All this adds up to the fact that “the Libyans” would have to be really, really stupid to get some plutonium over enriched uranium. It means they picked a fissile material that requires a complex weapon mechanism (over, say, compacting two masses of weapons grade HEU with high explosives), that they could never be sure would work without a test that would use up half the material, which they must have gone to great lengths to acquire. It doesn’t make sense, particularly since the plot turns on a time machine which could have been said to work with uranium (and later works with recycling). Hence, it is a plot hole that most people wouldn’t recognise, and doesn’t feature in the lists of plot holes in the Back to the Future trilogy.
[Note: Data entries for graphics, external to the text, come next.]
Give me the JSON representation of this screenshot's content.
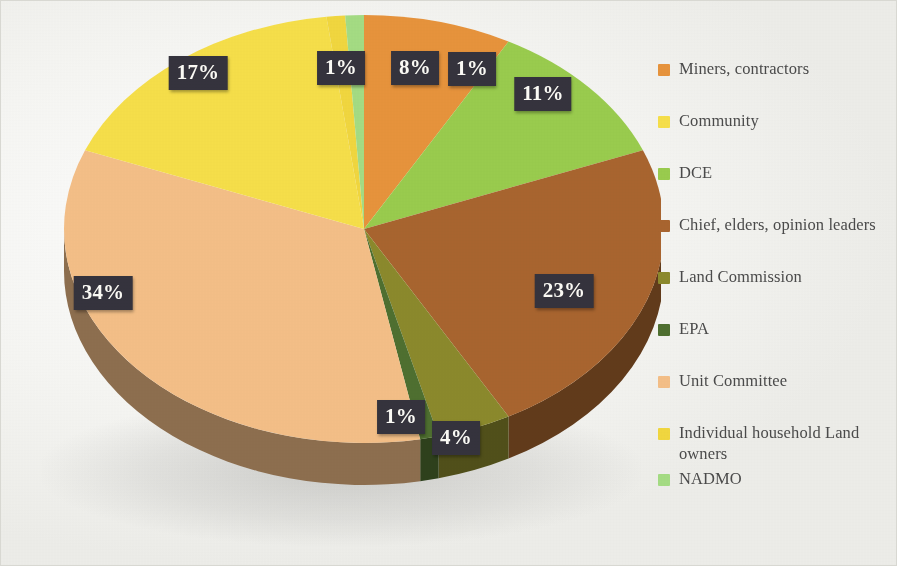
{
  "figure": {
    "background_color": "#f7f7f4",
    "label_box_color": "#35333d",
    "label_text_color": "#fdfcf7"
  },
  "chart_data": {
    "type": "pie",
    "title": "",
    "subtitle": "",
    "xlabel": "",
    "ylabel": "",
    "grid": false,
    "legend_position": "right",
    "three_d": true,
    "start_angle_deg": 0,
    "direction": "clockwise",
    "categories": [
      "Miners, contractors",
      "Community",
      "DCE",
      "Chief, elders, opinion leaders",
      "Land Commission",
      "EPA",
      "Unit Committee",
      "Individual household Land owners",
      "NADMO"
    ],
    "values": [
      8,
      17,
      11,
      23,
      4,
      1,
      34,
      1,
      1
    ],
    "value_labels": [
      "8%",
      "17%",
      "11%",
      "23%",
      "4%",
      "1%",
      "34%",
      "1%",
      "1%"
    ],
    "colors": [
      "#e8943c",
      "#f7e04a",
      "#9acd4e",
      "#a9652f",
      "#8c8a2c",
      "#4f7030",
      "#f5c088",
      "#f2d83f",
      "#a5dd84"
    ],
    "side_colors": [
      "#a9691f",
      "#b9a420",
      "#6f9830",
      "#7a4520",
      "#63621c",
      "#33491f",
      "#b88a58",
      "#b3a024",
      "#76a65e"
    ],
    "slices": [
      {
        "label": "Miners, contractors",
        "value": 8,
        "display": "8%",
        "color": "#e8943c"
      },
      {
        "label": "DCE",
        "value": 11,
        "display": "11%",
        "color": "#9acd4e"
      },
      {
        "label": "Chief, elders, opinion leaders",
        "value": 23,
        "display": "23%",
        "color": "#a9652f"
      },
      {
        "label": "Land Commission",
        "value": 4,
        "display": "4%",
        "color": "#8c8a2c"
      },
      {
        "label": "EPA",
        "value": 1,
        "display": "1%",
        "color": "#4f7030"
      },
      {
        "label": "Unit Committee",
        "value": 34,
        "display": "34%",
        "color": "#f5c088"
      },
      {
        "label": "Community",
        "value": 17,
        "display": "17%",
        "color": "#f7e04a"
      },
      {
        "label": "Individual household Land owners",
        "value": 1,
        "display": "1%",
        "color": "#f2d83f"
      },
      {
        "label": "NADMO",
        "value": 1,
        "display": "1%",
        "color": "#a5dd84"
      }
    ]
  },
  "data_labels": [
    {
      "text": "1%",
      "x": 340,
      "y": 67,
      "of": "Individual household Land owners"
    },
    {
      "text": "8%",
      "x": 414,
      "y": 67,
      "of": "Miners, contractors"
    },
    {
      "text": "1%",
      "x": 471,
      "y": 68,
      "of": "NADMO"
    },
    {
      "text": "11%",
      "x": 542,
      "y": 93,
      "of": "DCE"
    },
    {
      "text": "23%",
      "x": 563,
      "y": 290,
      "of": "Chief, elders, opinion leaders"
    },
    {
      "text": "4%",
      "x": 455,
      "y": 437,
      "of": "Land Commission"
    },
    {
      "text": "1%",
      "x": 400,
      "y": 416,
      "of": "EPA"
    },
    {
      "text": "34%",
      "x": 102,
      "y": 292,
      "of": "Unit Committee"
    },
    {
      "text": "17%",
      "x": 197,
      "y": 72,
      "of": "Community"
    }
  ],
  "legend": {
    "items": [
      {
        "label": "Miners, contractors",
        "color": "#e8943c"
      },
      {
        "label": "Community",
        "color": "#f7e04a"
      },
      {
        "label": "DCE",
        "color": "#9acd4e"
      },
      {
        "label": "Chief, elders, opinion leaders",
        "color": "#a9652f"
      },
      {
        "label": "Land Commission",
        "color": "#8c8a2c"
      },
      {
        "label": "EPA",
        "color": "#4f7030"
      },
      {
        "label": "Unit Committee",
        "color": "#f5c088"
      },
      {
        "label": "Individual household Land owners",
        "color": "#f2d83f"
      },
      {
        "label": "NADMO",
        "color": "#a5dd84"
      }
    ]
  }
}
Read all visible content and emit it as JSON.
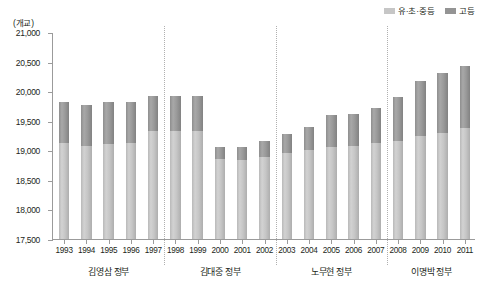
{
  "unit_label": "(개교)",
  "legend": [
    {
      "name": "series-legend-elementary",
      "label": "유·초·중등",
      "color": "#c6c6c6"
    },
    {
      "name": "series-legend-higher",
      "label": "고등",
      "color": "#949494"
    }
  ],
  "chart_data": {
    "type": "bar",
    "title": "",
    "subtitle": "",
    "xlabel": "",
    "ylabel": "(개교)",
    "ylim": [
      17500,
      21000
    ],
    "ytick_step": 500,
    "ytick_labels": [
      "21,000",
      "20,500",
      "20,000",
      "19,500",
      "19,000",
      "18,500",
      "18,000",
      "17,500"
    ],
    "ytick_values": [
      21000,
      20500,
      20000,
      19500,
      19000,
      18500,
      18000,
      17500
    ],
    "grid": false,
    "stacked": true,
    "legend_position": "top-right",
    "categories": [
      "1993",
      "1994",
      "1995",
      "1996",
      "1997",
      "1998",
      "1999",
      "2000",
      "2001",
      "2002",
      "2003",
      "2004",
      "2005",
      "2006",
      "2007",
      "2008",
      "2009",
      "2010",
      "2011"
    ],
    "series": [
      {
        "name": "유·초·중등",
        "color": "#c6c6c6",
        "values": [
          19120,
          19080,
          19110,
          19130,
          19320,
          19330,
          19330,
          18850,
          18830,
          18880,
          18950,
          19000,
          19050,
          19080,
          19120,
          19160,
          19240,
          19290,
          19370
        ]
      },
      {
        "name": "고등",
        "color": "#949494",
        "values": [
          700,
          690,
          700,
          680,
          600,
          590,
          590,
          200,
          230,
          270,
          330,
          390,
          550,
          530,
          590,
          740,
          930,
          1010,
          1060
        ]
      }
    ],
    "totals": [
      19820,
      19770,
      19810,
      19810,
      19920,
      19920,
      19920,
      19050,
      19060,
      19150,
      19280,
      19390,
      19600,
      19610,
      19710,
      19900,
      20170,
      20300,
      20430
    ],
    "group_labels": [
      "김영삼 정부",
      "김대중 정부",
      "노무현 정부",
      "이명박 정부"
    ],
    "groups": [
      {
        "label": "김영삼 정부",
        "years": [
          "1993",
          "1994",
          "1995",
          "1996",
          "1997"
        ]
      },
      {
        "label": "김대중 정부",
        "years": [
          "1998",
          "1999",
          "2000",
          "2001",
          "2002"
        ]
      },
      {
        "label": "노무현 정부",
        "years": [
          "2003",
          "2004",
          "2005",
          "2006",
          "2007"
        ]
      },
      {
        "label": "이명박 정부",
        "years": [
          "2008",
          "2009",
          "2010",
          "2011"
        ]
      }
    ]
  }
}
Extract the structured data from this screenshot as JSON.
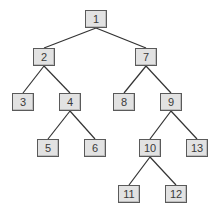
{
  "diagram": {
    "type": "tree",
    "style": {
      "node_fill": "#e2e2e2",
      "node_border": "#5a5a5a",
      "edge_color": "#333333",
      "text_color": "#3a3a3a"
    },
    "nodes": [
      {
        "id": "1",
        "label": "1",
        "x": 85,
        "y": 10
      },
      {
        "id": "2",
        "label": "2",
        "x": 33,
        "y": 48
      },
      {
        "id": "7",
        "label": "7",
        "x": 135,
        "y": 48
      },
      {
        "id": "3",
        "label": "3",
        "x": 12,
        "y": 93
      },
      {
        "id": "4",
        "label": "4",
        "x": 59,
        "y": 93
      },
      {
        "id": "8",
        "label": "8",
        "x": 113,
        "y": 93
      },
      {
        "id": "9",
        "label": "9",
        "x": 160,
        "y": 93
      },
      {
        "id": "5",
        "label": "5",
        "x": 37,
        "y": 139
      },
      {
        "id": "6",
        "label": "6",
        "x": 84,
        "y": 139
      },
      {
        "id": "10",
        "label": "10",
        "x": 139,
        "y": 139
      },
      {
        "id": "13",
        "label": "13",
        "x": 186,
        "y": 139
      },
      {
        "id": "11",
        "label": "11",
        "x": 118,
        "y": 185
      },
      {
        "id": "12",
        "label": "12",
        "x": 165,
        "y": 185
      }
    ],
    "edges": [
      [
        "1",
        "2"
      ],
      [
        "1",
        "7"
      ],
      [
        "2",
        "3"
      ],
      [
        "2",
        "4"
      ],
      [
        "7",
        "8"
      ],
      [
        "7",
        "9"
      ],
      [
        "4",
        "5"
      ],
      [
        "4",
        "6"
      ],
      [
        "9",
        "10"
      ],
      [
        "9",
        "13"
      ],
      [
        "10",
        "11"
      ],
      [
        "10",
        "12"
      ]
    ]
  }
}
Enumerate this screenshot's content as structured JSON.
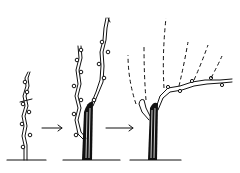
{
  "diagram": {
    "stages": [
      {
        "name": "stage-1",
        "label": "single young cane with buds"
      },
      {
        "name": "stage-2",
        "label": "trunk with two upright canes"
      },
      {
        "name": "stage-3",
        "label": "trained vine with horizontal cordon and dashed new shoots"
      }
    ],
    "arrows": 2,
    "colors": {
      "line": "#111111",
      "background": "#ffffff"
    }
  }
}
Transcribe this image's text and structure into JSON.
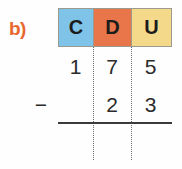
{
  "exercise": {
    "label": "b)",
    "label_color": "#e8672e"
  },
  "colors": {
    "hundreds_cell": "#7fc3e8",
    "tens_cell": "#e8764a",
    "units_cell": "#f5d98a",
    "rule_line": "#3a3a3a",
    "divider": "#6b6b6b",
    "digit_text": "#2b2b2b",
    "header_text": "#1c1c1c",
    "background": "#fefefe"
  },
  "columns": {
    "headers": [
      "C",
      "D",
      "U"
    ]
  },
  "problem": {
    "operator": "−",
    "minuend": {
      "C": "1",
      "D": "7",
      "U": "5"
    },
    "subtrahend": {
      "C": "",
      "D": "2",
      "U": "3"
    },
    "result": {
      "C": "",
      "D": "",
      "U": ""
    }
  }
}
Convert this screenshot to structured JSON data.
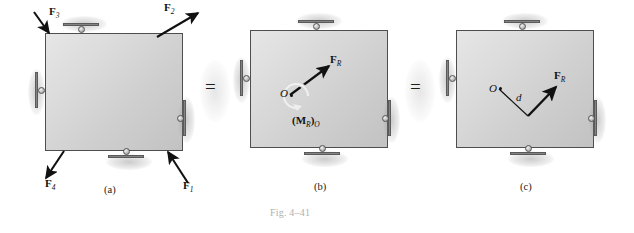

Sometimes Authors Say the Right Thing

I see zero point (apart from navel-gazing/debating for fun, which can be very fun) in analysing theoretical worlds using IR theory. Game of Thrones can tell us zip about the world we inhabit, not least because dragons aren’t directly comparable to nuclear weapons, and the thirty years war didn’t involve unstoppable armies of undead. That said, there’s bits and pieces that I do think are useful in teaching concepts, but these tend to be entirely abstract from the world that they inhabit. Writers, storytellers and so on make their living by exploring quite deep issues in fractions of the time that academics take to pore over the same concepts. Take this scene in Game of Thrones, for instance:

The original (written) version is posed this way:

In a room sit three great men, a king, a priest, and a rich man with his gold. Between them stands a sellsword, a little man of common birth and no great mind. Each of the great ones bids him slay the other two. ‘Do it,’ says the king, ‘for I am your lawful ruler.’ ‘Do it,’ says the priest, ‘for I command you in the names of the gods.’ ‘Do it,’ says the rich man, ‘and all this gold shall be yours.’ So tell me- who lives and who dies?

And later discussed:

“Oh, I think not,” Varys said, swirling the wine in his cup. “Power is a curious thing, my lord. Perchance you have considered the riddle I posed you that day in the inn?”
“It has crossed my mind a time or two,” Tyrion admitted. “The king, the priest, the rich man—who lives and who dies? Who will the swordsman obey? It’s a riddle without an answer, or rather, too many answers. All depends on the man with the sword.”
“And yet he is no one,” Varys said. “He has neither crown nor gold nor favor of the gods, only a piece of pointed steel.”
“That piece of steel is the power of life and death.”
“Just so… yet if it is the swordsmen who rule us in truth, who do we pretend our kings hold the power? Why should a strong man with a sword ever obey a child king like Joffrey, or a wine-sodden oaf like his father?”
“Because these child kings and drunken oafs can call other strong men, with other swords.”
“Then these other swordsmen have the true power. Or do they?” Varys smiled. “Some say knowledge is power. Some tell us that all power comes from the gods. Others say it derives from law. Yet that day on the steps of Baelor’s Sept, our godly High Septon and the lawful Queen Regent and your ever-so-knowledgeable servant were as powerless as any cobbler or cooper in the crowd. Who truly killed Eddard Stark, do you think? Joffrey, who gave the command? Ser Ilyn Payne, who swung the sword? Or… another?”
Tyrion cocked his head sideways. “Did you mean to answer your damned riddle, or only to make my head ache worse?”
Varys smiled. “Here, then. Power resides where men believe it resides. No more and no less.”
“So power is a mummer’s trick?”
“A shadow on the wall,” Varys murmured, “yet shadows can kill. And ofttimes a very small man can cast a very large shadow.”
Tyrion smiled. “Lord Varys, I am growing strangely fond of you. I may kill you yet, but I think I’d feel sad about it.”
“I will take that as high praise.”

I find posing the riddle to be a great way to start discussions on power as a concept, both in terms of political theory and international relations. More to the point, it’s also a great way to introduce critiques of frames (We assume that the sellsword is going to kill someone, why?) as well as identifying subtle bias (Why aren’t the imagined characters female? Would that change anything?). Beyond that, however, it’s necessary to get back to the real world.